>>>

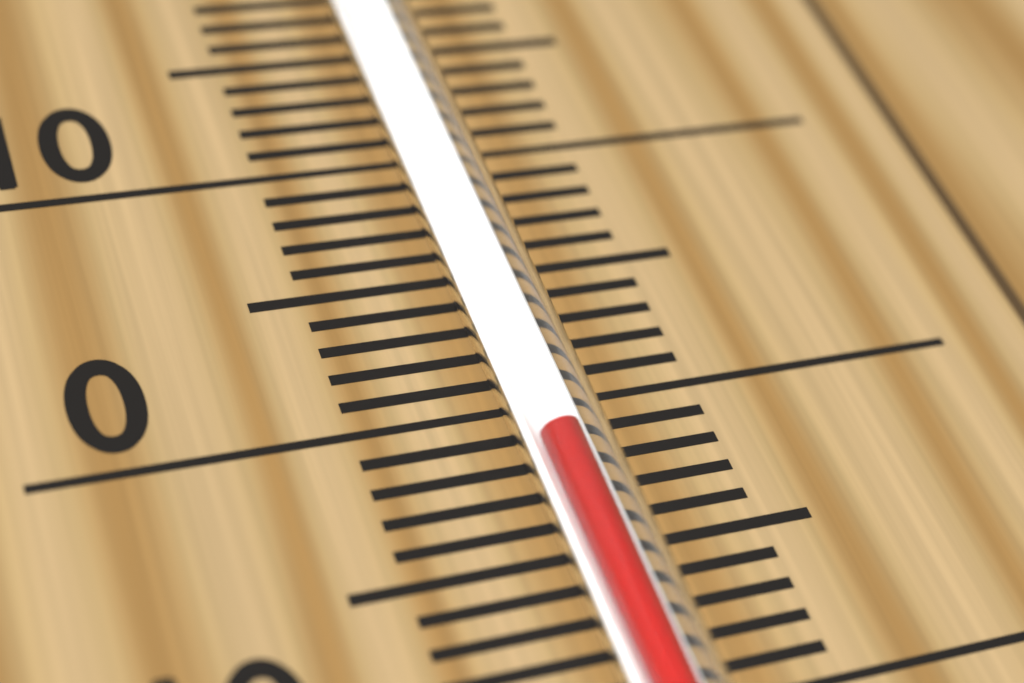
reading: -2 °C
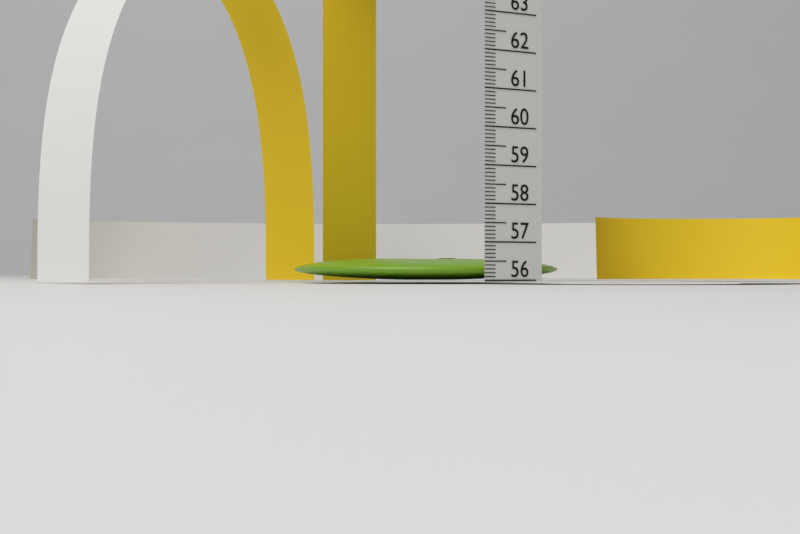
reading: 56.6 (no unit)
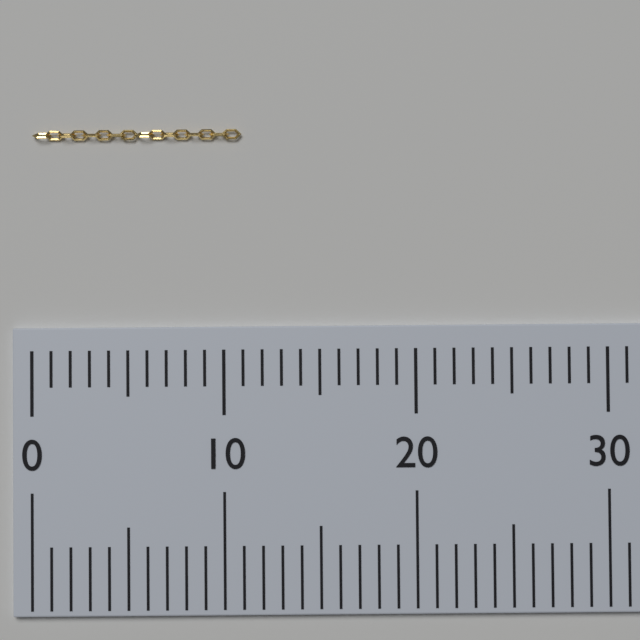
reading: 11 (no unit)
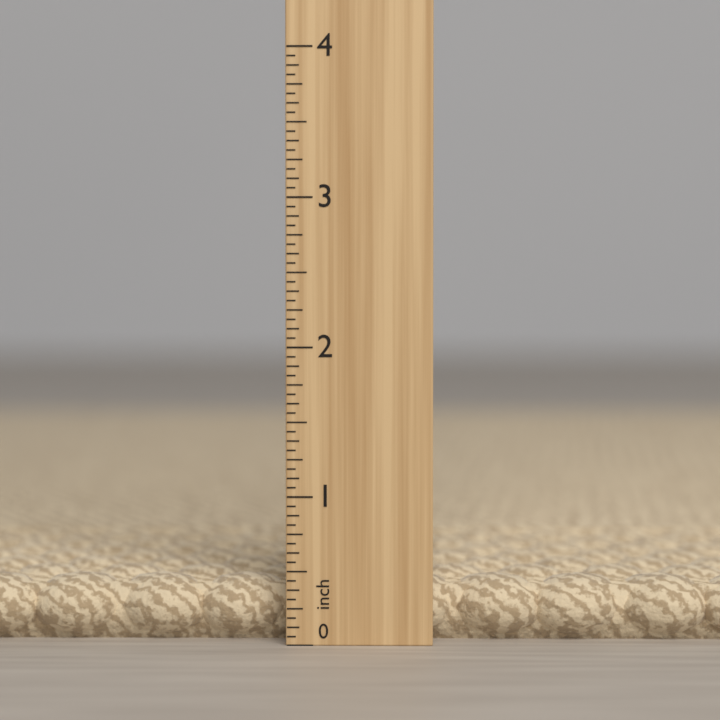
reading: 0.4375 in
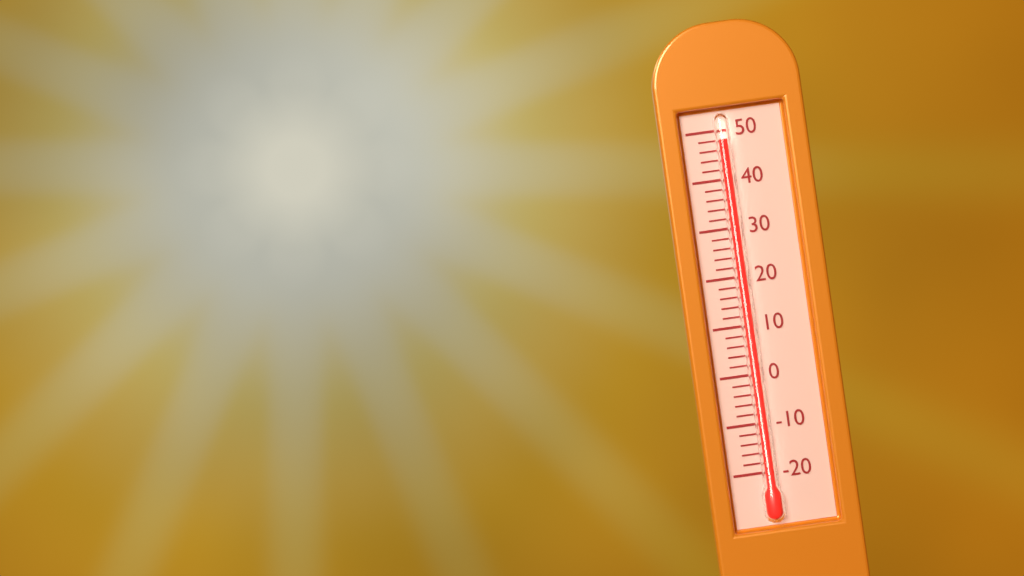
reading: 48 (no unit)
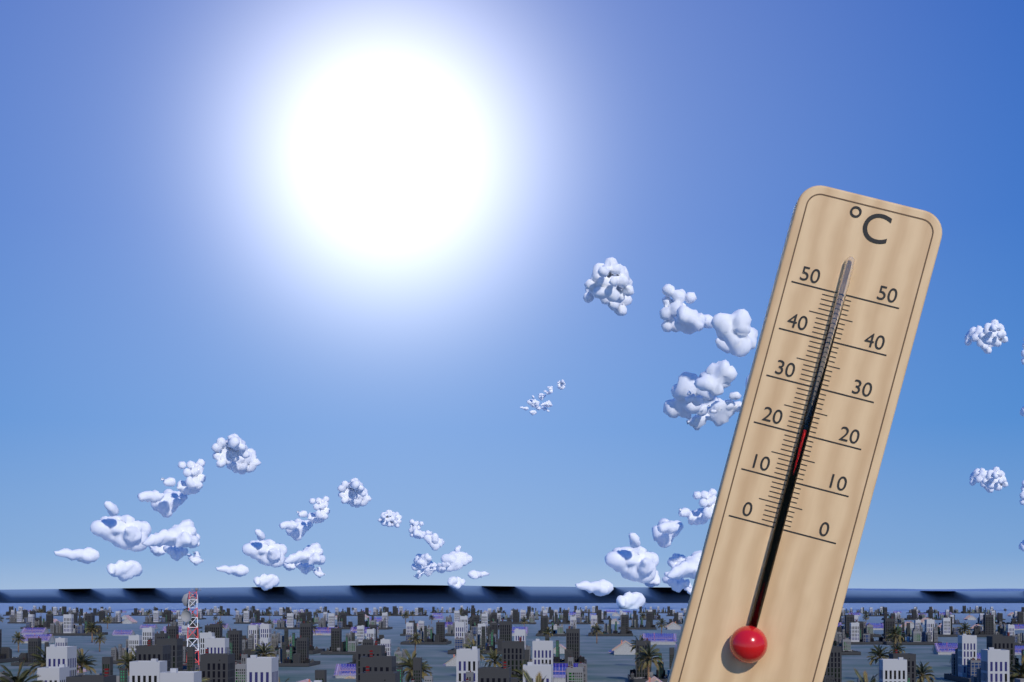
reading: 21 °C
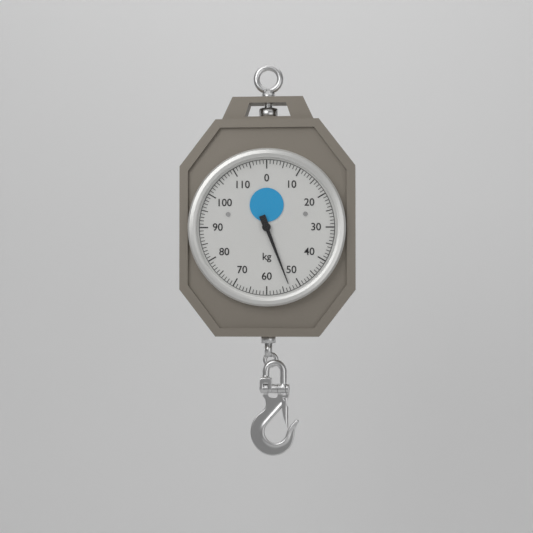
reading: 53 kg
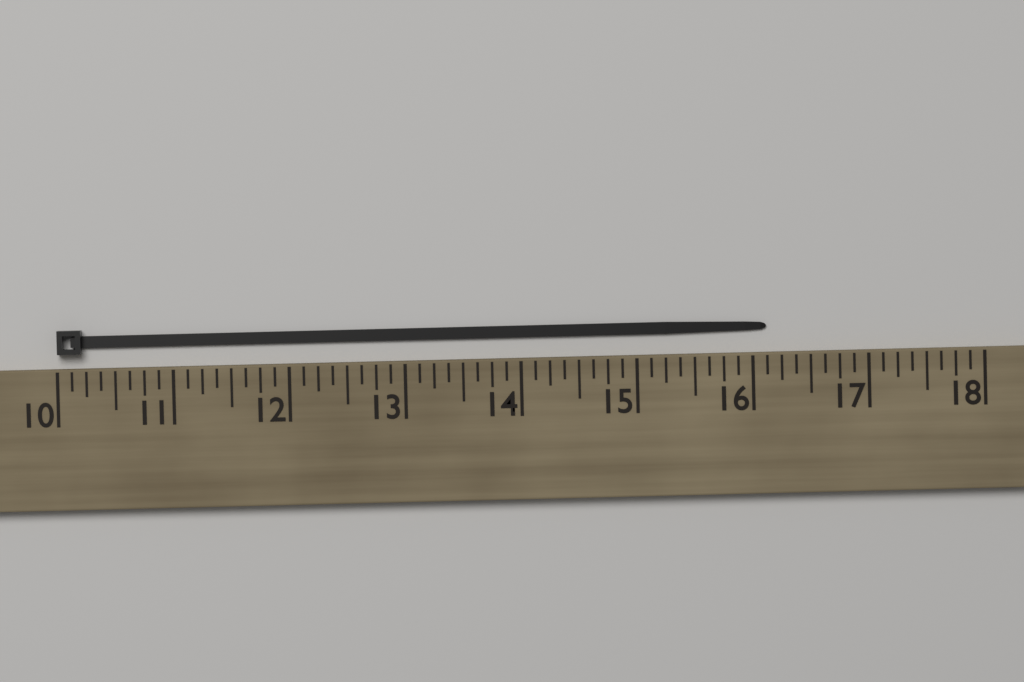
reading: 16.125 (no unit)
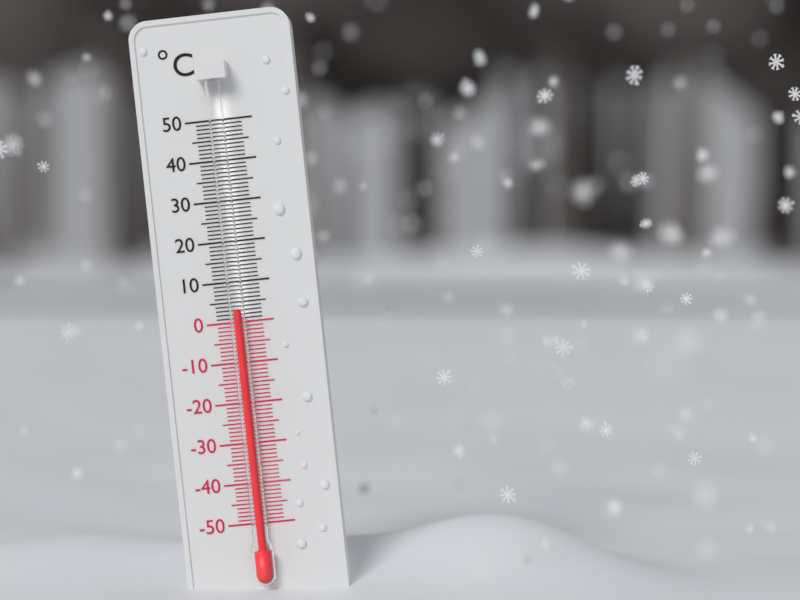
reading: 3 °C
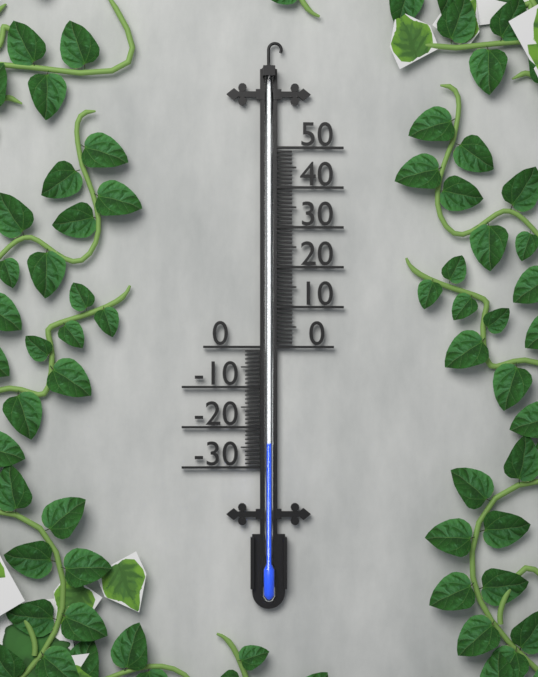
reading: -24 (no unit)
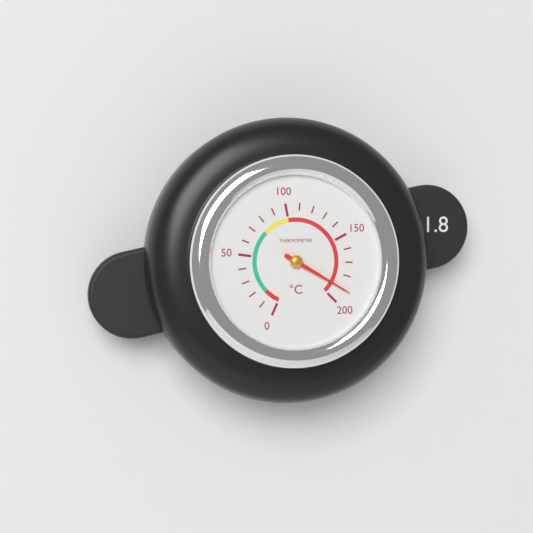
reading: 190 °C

<<<

_THE PROBLEM_. Every line of the data above should be repeated exactly. Omit the pictures.

_TASK OUTPUT_.
reading: -2 °C
reading: 56.6 (no unit)
reading: 11 (no unit)
reading: 0.4375 in
reading: 48 (no unit)
reading: 21 °C
reading: 53 kg
reading: 16.125 (no unit)
reading: 3 °C
reading: -24 (no unit)
reading: 190 °C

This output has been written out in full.